What does a DevSecOps Engineer do?
A DevSecOps Engineer integrates cybersecurity into the pipelines, policies, and runtimes engineering teams already use. The role is platform-adjacent: you ship the SAST rules the monorepo runs, the admission controllers on the Kubernetes clusters, the SBOM generator, the policy-as-code guardrails. Engineers who thrive here can write real Terraform, understand the blast radius of a restrictive policy, and negotiate the difference between 'I want this perfect' and 'I want engineering to still trust me next sprint.' When DevSecOps goes well it is invisible to the developer; the secure default just happens. When it goes badly, the guardrails become flags developers learn to ignore.
A day in the role
Monday, 8:00 AM. A developer pings you: their build is failing on a new SAST rule. You check the finding, realize it is a false positive on a safe pattern in a new framework, tune the rule, and unblock them in 15 minutes. Mid-morning you review a PR adding a new admission-controller policy and catch that it would block emergency hotfix deploys; you add an exception path with an audit-log requirement. Lunch with the platform team on the Q3 roadmap. Afternoon you ship the SBOM pipeline that generates CycloneDX documents on every build. By 4:30 PM you draft the postmortem for last week's CI secret leak and queue the blameless session.
Core responsibilities
- Integrate SAST, DAST, SCA, and secret-scanning into CI with a p95 build-time delta under 10%
- Author policy-as-code (OPA, Kyverno, Sentinel) for IaC and runtime admission controllers
- Generate signed SBOMs and SLSA attestations for every production build
- Triage vulnerability findings by reachability and exploitability, not just CVSS
- Ship a paved-road developer experience that makes the secure path the default
- Operate runtime-security tooling (eBPF-based or equivalent) without burning the SOC queue
- Lead the secure-software-development lifecycle (SSDLC) rollout across multiple orgs
- Partner with platform engineering so security tooling ships like a real product
Key skills
Tools you will use
Common pitfalls
- Enabling a new scanner tool in blocking mode on day one and losing engineering trust
- Writing a K8s admission policy that is stricter than engineering needs and generating exception fatigue
- Treating vulnerability count as a metric instead of exploitable vulnerability count
- Skipping the paved-road work so developers still have to figure out the secure pattern on their own
Where this leads
Natural next roles for experienced DevSecOps Engineers.
Which certifications does a DevSecOps Engineer need?
Professionals in this role typically hold or pursue these cybersecurity certifications. Visit our certification guides for cost, exam details, and career impact analysis.
Career intelligence synthesized from Bureau of Labor Statistics, MITRE ATT&CK, O*NET, and community data using the DecipherU Methodology™, designed by Julian Calvo, Ed.D., M.S.
How much does a DevSecOps Engineer make?
Salary estimates for DevSecOps Engineer roles. Based on BLS OES median ($139,200) with experience-tier ratios derived from BLS OES percentile patterns for cybersecurity occupations, May 2024. Actual compensation varies by location, employer, and certifications. Source: BLS OES
Career progression
Entry
SOC Analyst I
0–2 yrs
Mid
DevSecOps Engineer
3–6 yrs
Senior
Sr. Security Engineer
7–12 yrs
Principal
Principal Engineer
12+ yrs
Typical progression timeline. Advancement varies by organization, sector, and individual performance. Based on industry career trajectory data.
Personality fit (RIASEC)
Holland Code fit based on O*NET occupational profile and DecipherU career data. Take the full RIASEC assessment →
How do I become a DevSecOps Engineer?
Start by exploring the interview questions for this role, reviewing salary data by location, and taking the RIASEC career assessment to confirm this path matches your personality profile. Use the links below to access each resource.
Career resilience: DevSecOps Engineer
Recession risk
Very Low
Cybersecurity employment grew through every downturn since 2008. Source: BLS OES historical data.
AI impact
Augments (not replaces)
AI automates alert triage but expands attack surface, creating more specialized roles.
Regulatory demand
SOX, HIPAA, PCI-DSS, and SEC cyber disclosure rules legally require security teams regardless of economic conditions.
Government/defense demand
Federal and defense contractor roles for this function carry 15-25% salary premiums and strong job security.
Cybersecurity is one of the few technical fields where employment has grown through every recession since BLS began tracking it. The data across four economic downturns shows a consistent pattern: demand surges during crises, not during booms.
Salary data is compiled from public sources including the Bureau of Labor Statistics and industry surveys. Actual compensation varies by location, experience, company, and negotiation. This information is for educational purposes only and does not constitute financial advice.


**Action item:**
Work out how many lines of the listing below contain the word "Home". Respond with that number only.

**Entries supplied:**

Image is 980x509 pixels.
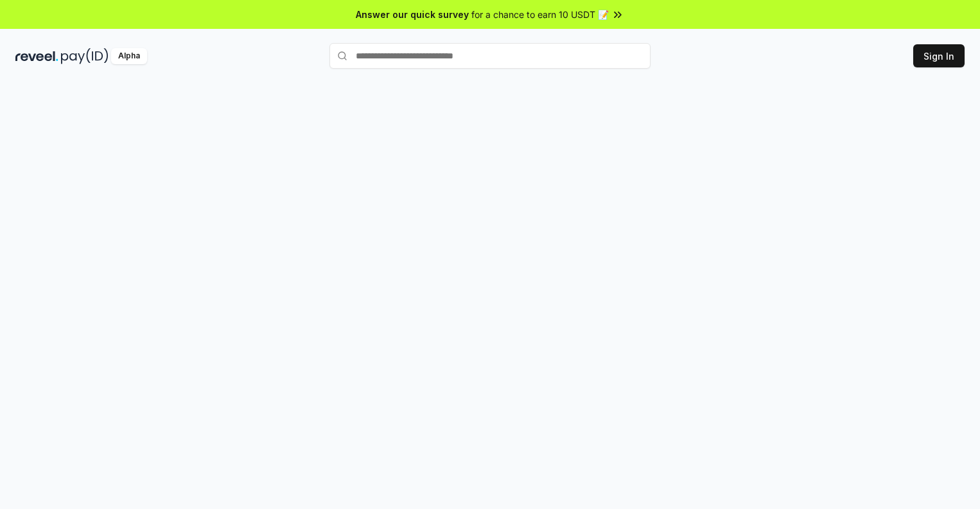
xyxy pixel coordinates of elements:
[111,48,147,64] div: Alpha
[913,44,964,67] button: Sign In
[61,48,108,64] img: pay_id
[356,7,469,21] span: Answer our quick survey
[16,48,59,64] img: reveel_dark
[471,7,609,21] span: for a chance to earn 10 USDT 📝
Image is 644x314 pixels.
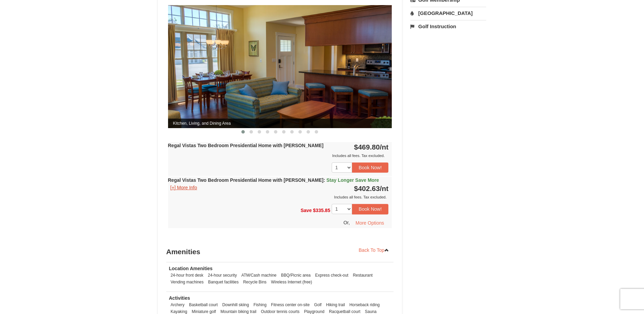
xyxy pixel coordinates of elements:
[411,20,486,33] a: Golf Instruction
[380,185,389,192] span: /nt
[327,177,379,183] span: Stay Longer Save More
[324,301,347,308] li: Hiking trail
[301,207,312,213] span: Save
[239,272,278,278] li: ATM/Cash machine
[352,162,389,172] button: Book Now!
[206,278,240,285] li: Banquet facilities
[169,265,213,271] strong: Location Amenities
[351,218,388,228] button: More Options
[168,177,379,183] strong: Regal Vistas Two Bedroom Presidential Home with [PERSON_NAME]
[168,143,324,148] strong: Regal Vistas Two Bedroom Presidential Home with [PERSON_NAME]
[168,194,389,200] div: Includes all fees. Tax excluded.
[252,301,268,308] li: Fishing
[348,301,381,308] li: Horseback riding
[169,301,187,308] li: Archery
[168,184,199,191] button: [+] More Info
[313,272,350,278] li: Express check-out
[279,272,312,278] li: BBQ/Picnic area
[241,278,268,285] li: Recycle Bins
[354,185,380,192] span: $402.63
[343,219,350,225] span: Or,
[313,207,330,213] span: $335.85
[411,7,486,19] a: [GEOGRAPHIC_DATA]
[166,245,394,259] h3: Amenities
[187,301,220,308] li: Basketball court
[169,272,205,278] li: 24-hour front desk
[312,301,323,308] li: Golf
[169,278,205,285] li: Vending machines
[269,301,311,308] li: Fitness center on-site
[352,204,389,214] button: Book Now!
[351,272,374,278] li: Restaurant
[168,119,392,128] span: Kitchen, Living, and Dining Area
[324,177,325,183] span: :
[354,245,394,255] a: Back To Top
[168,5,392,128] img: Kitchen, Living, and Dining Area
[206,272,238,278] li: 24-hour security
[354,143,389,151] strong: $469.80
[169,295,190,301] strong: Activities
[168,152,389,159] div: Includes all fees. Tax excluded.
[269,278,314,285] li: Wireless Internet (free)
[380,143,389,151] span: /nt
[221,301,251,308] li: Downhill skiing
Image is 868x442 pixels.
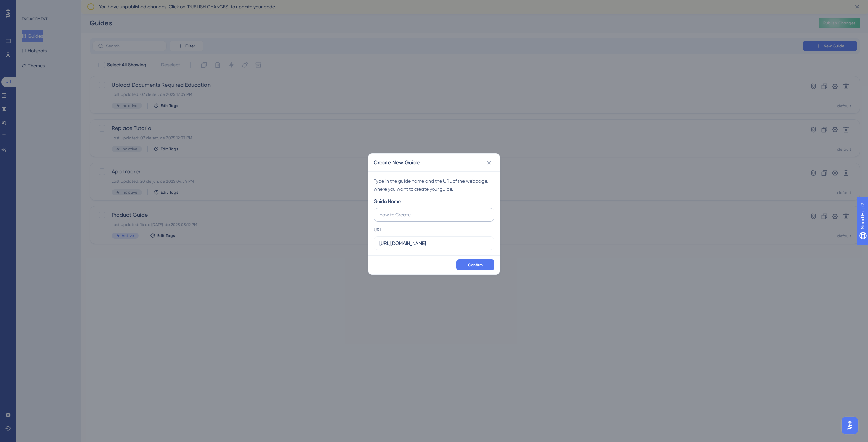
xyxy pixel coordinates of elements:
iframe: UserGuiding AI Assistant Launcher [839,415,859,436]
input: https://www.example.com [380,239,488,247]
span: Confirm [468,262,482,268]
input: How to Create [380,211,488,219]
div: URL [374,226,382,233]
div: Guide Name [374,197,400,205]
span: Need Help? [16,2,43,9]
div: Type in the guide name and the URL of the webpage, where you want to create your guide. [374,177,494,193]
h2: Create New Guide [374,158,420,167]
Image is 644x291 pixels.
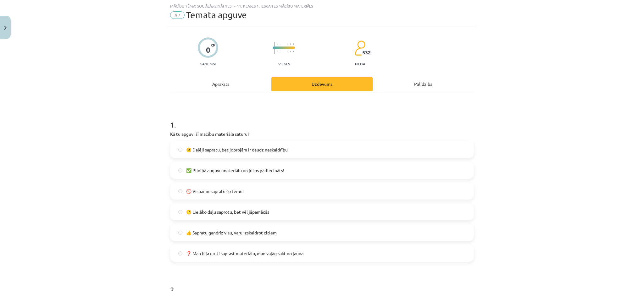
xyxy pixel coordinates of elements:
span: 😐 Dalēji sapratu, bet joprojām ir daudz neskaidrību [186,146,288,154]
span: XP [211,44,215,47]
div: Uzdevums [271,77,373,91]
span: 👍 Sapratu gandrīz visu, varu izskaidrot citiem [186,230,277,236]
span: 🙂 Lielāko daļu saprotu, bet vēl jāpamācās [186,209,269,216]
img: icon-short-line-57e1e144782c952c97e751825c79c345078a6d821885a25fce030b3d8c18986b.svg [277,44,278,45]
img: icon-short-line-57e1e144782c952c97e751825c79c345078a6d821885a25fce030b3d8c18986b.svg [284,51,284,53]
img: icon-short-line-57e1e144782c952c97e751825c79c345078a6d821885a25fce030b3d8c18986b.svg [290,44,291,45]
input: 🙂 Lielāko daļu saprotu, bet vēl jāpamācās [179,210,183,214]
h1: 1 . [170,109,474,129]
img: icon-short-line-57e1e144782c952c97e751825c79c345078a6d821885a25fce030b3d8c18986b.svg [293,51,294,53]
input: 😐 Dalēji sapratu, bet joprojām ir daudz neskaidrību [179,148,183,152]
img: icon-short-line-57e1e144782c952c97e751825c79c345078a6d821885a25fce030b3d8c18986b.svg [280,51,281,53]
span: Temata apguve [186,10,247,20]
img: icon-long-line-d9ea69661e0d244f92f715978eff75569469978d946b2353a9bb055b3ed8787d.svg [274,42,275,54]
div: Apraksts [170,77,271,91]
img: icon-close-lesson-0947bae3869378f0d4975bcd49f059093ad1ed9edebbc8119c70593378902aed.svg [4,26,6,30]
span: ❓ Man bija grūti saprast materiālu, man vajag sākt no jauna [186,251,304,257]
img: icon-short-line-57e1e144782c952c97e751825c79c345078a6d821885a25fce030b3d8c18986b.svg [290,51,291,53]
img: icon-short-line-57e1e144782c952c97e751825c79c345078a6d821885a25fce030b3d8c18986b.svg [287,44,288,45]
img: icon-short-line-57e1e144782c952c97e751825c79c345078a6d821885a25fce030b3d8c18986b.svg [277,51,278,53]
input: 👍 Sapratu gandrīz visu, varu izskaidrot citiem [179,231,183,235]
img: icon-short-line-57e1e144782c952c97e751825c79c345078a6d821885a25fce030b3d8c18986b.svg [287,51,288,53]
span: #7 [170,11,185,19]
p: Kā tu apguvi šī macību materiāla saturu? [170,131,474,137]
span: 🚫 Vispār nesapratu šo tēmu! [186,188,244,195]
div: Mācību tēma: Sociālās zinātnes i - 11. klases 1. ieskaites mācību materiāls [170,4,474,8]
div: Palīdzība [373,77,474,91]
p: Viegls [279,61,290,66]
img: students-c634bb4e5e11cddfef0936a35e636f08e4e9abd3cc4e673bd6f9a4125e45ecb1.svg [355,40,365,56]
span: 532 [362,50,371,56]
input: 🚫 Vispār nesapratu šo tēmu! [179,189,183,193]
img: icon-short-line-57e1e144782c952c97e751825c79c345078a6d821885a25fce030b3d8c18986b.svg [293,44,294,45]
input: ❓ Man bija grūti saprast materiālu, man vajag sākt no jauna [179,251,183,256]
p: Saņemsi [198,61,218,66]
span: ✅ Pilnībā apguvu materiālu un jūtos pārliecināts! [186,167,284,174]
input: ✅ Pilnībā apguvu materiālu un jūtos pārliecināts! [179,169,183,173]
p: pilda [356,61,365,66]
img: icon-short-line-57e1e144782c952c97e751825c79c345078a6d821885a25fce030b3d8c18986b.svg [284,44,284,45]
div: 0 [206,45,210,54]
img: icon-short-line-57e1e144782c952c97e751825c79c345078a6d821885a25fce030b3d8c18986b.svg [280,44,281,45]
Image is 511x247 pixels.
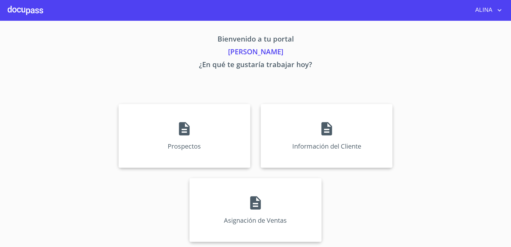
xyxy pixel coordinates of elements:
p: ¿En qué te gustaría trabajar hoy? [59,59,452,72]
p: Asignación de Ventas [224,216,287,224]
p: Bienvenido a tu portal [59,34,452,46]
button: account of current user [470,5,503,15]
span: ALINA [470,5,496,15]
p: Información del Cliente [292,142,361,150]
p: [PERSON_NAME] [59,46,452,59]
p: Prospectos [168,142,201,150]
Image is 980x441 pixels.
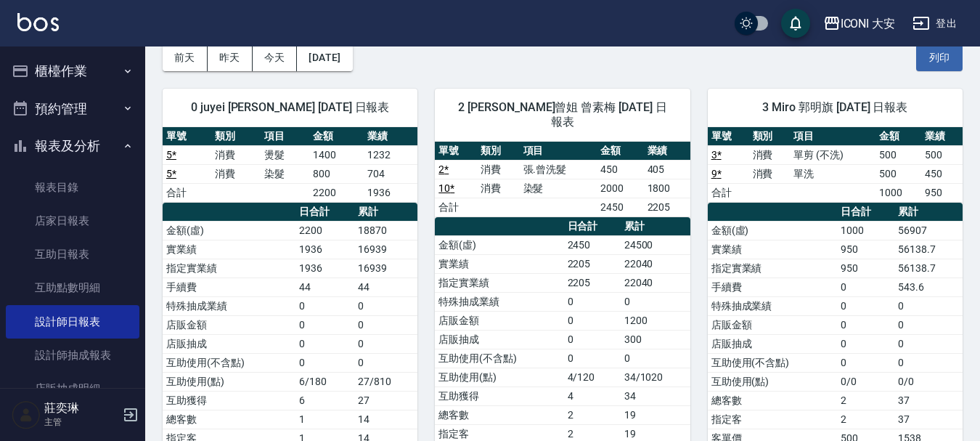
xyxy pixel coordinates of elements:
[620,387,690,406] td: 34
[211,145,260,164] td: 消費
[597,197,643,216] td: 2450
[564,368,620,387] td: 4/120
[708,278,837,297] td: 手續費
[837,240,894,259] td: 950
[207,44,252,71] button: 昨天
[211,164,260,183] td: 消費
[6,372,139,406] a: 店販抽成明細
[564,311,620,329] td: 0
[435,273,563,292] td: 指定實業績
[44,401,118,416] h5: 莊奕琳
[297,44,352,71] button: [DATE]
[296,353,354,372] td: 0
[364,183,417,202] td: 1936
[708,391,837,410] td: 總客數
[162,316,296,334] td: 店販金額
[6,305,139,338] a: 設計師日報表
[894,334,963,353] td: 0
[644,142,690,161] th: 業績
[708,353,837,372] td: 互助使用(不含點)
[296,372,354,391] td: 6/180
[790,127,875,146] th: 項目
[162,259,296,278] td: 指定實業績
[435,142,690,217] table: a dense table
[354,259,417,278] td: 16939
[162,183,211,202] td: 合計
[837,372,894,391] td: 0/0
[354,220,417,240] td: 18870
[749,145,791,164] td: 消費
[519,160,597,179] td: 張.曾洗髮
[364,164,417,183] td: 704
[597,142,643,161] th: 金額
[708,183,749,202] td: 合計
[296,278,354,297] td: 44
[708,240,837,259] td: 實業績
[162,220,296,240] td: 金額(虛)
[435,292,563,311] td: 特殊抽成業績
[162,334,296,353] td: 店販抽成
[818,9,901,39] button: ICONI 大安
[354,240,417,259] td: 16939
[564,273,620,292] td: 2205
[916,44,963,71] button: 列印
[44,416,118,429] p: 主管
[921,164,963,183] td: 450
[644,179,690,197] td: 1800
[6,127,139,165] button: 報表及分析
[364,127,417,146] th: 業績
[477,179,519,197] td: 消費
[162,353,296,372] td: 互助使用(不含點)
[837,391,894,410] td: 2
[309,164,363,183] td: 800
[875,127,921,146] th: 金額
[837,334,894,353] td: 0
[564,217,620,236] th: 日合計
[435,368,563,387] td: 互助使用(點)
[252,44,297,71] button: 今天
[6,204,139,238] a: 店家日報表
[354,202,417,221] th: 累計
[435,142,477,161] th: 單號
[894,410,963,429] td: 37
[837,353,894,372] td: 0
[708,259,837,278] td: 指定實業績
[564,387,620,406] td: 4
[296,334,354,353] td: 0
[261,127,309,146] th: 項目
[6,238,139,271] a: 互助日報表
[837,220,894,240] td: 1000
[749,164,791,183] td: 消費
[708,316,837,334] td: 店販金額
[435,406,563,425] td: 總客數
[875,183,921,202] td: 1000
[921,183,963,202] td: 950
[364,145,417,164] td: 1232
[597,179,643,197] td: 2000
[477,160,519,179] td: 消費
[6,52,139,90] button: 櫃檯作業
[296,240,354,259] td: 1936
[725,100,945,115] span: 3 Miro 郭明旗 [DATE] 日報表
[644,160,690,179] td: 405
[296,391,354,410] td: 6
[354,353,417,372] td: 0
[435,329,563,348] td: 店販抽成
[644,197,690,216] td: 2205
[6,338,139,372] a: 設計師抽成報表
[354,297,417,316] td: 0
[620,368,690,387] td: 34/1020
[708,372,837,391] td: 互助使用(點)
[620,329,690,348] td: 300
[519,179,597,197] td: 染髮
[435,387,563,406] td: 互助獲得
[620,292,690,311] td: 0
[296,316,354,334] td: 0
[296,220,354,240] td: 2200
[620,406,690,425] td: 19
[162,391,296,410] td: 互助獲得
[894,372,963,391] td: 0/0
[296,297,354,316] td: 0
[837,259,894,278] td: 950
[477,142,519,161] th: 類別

**Solution for this exercise:**
2